Elie Saab Haute Couture Fall 2010

Maestro of the red carpet.

Style sets the stage:


"Before the show, Saab said, "If a woman doesn't want 'rich,' she doesn't come to couture." So rich was what he gave her, from the moment Karolina Kurkova sashayed out onto the catwalk in a gown of deep red guipure lace swathed in silk tulle. The dress that followed her was short but scarcely simpler, with its bands of chiffon and lace liberally doused with sequins.

The designer claimed he was breaking some personal ground with his focus on classical draping. There was lots of asymmetric single-shoulder action, and he was also keen to pay more attention to the back of his dresses. That's where the décolleté was this season, which often left the front decorously covered up to the throat. Put that together with the color scheme; the broad-shouldered, bat-winged proportions; and the embellishment of the fabrics, and the collection felt heavy, even slightly old-fashioned. Saab is a proven master of red-carpet dressing, but these clothes sometimes made one wonder in exactly what decade that carpet was being unrolled."

When it comes to the intersection of Haute Couture and the red carpet, a handful of names reign supreme: Basil Soda, Zuhair Murad, Georges Chakra, and Elie Saab. A red carpet couturier is naturally going to offer fairly middle of the road designs that don't tend to challenge any conventions. Nothing wrong with that. Who's going to complain that a collection is too pretty (aside from bitchy fashion editors looking to prove their edginess)? We don't find anything here to be all that exciting, but we can't deny that everything is beautiful and rich-looking. We're not crazy about that seafoam color and one or two looks veer awfully close to Caftan-Land, but as a whole, it's one big collection of pretty.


◆ **Exercise prompt**
In the data below, find each line containing the string "Image" and return it.

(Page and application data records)
:::::

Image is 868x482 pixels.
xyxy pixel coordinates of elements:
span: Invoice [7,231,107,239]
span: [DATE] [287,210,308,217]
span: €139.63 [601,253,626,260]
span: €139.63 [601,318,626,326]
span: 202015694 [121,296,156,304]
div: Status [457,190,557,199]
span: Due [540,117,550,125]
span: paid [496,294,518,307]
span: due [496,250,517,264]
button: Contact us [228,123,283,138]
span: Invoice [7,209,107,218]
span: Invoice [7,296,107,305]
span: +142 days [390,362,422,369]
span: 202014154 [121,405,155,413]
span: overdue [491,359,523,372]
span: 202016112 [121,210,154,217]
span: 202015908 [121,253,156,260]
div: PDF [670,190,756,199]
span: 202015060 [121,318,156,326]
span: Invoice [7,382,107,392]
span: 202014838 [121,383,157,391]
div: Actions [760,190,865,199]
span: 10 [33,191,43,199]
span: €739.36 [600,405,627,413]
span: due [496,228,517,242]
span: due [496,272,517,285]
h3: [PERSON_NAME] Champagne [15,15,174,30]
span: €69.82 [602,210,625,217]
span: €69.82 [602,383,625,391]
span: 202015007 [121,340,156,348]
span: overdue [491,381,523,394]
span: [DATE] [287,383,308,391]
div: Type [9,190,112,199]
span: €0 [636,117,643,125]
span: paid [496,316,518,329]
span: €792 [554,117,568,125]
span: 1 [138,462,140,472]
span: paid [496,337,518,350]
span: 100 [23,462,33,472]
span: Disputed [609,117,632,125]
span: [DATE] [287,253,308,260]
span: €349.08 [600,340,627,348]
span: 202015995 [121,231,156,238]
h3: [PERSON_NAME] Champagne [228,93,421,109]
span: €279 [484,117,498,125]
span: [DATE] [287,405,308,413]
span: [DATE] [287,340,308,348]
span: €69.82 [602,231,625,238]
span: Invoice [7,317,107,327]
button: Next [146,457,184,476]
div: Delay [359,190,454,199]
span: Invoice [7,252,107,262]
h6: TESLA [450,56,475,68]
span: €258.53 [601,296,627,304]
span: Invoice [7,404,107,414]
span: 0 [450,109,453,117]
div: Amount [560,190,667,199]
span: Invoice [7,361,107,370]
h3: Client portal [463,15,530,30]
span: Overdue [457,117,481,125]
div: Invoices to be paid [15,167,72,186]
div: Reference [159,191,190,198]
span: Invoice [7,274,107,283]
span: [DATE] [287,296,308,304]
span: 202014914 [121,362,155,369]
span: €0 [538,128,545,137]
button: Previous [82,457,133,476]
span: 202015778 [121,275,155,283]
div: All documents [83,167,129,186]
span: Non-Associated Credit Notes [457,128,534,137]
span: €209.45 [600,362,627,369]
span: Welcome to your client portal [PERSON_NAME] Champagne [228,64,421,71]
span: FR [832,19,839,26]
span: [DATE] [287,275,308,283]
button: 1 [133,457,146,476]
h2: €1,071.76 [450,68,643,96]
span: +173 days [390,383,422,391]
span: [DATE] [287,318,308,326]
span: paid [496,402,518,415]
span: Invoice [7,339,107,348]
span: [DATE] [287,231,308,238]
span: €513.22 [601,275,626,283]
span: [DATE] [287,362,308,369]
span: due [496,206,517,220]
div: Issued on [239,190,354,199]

:::::

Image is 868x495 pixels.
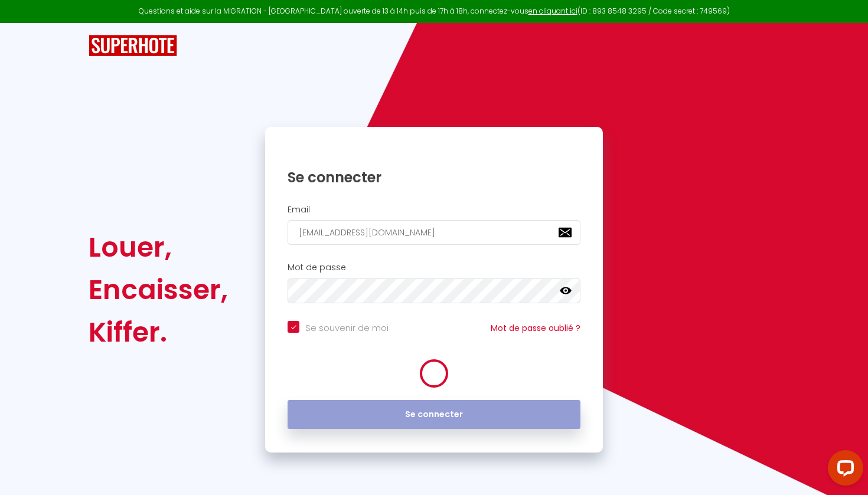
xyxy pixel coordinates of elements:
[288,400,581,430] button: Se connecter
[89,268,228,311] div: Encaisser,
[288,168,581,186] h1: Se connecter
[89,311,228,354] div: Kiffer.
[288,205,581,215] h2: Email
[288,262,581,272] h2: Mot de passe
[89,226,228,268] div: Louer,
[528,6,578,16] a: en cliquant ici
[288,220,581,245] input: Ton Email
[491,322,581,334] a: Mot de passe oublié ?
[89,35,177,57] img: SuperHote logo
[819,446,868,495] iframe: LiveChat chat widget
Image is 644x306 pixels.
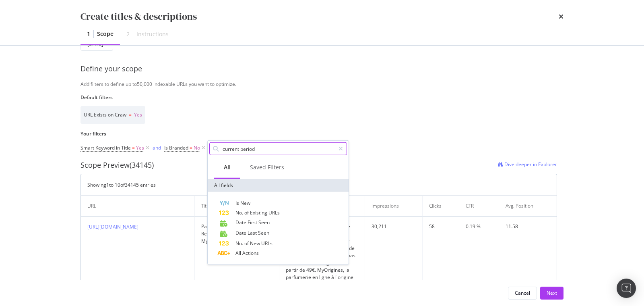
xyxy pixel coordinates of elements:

:::::

◆ **Response**
Image is 868x482 pixels.
Image is 868x495 pixels.
Image is 644x306 pixels.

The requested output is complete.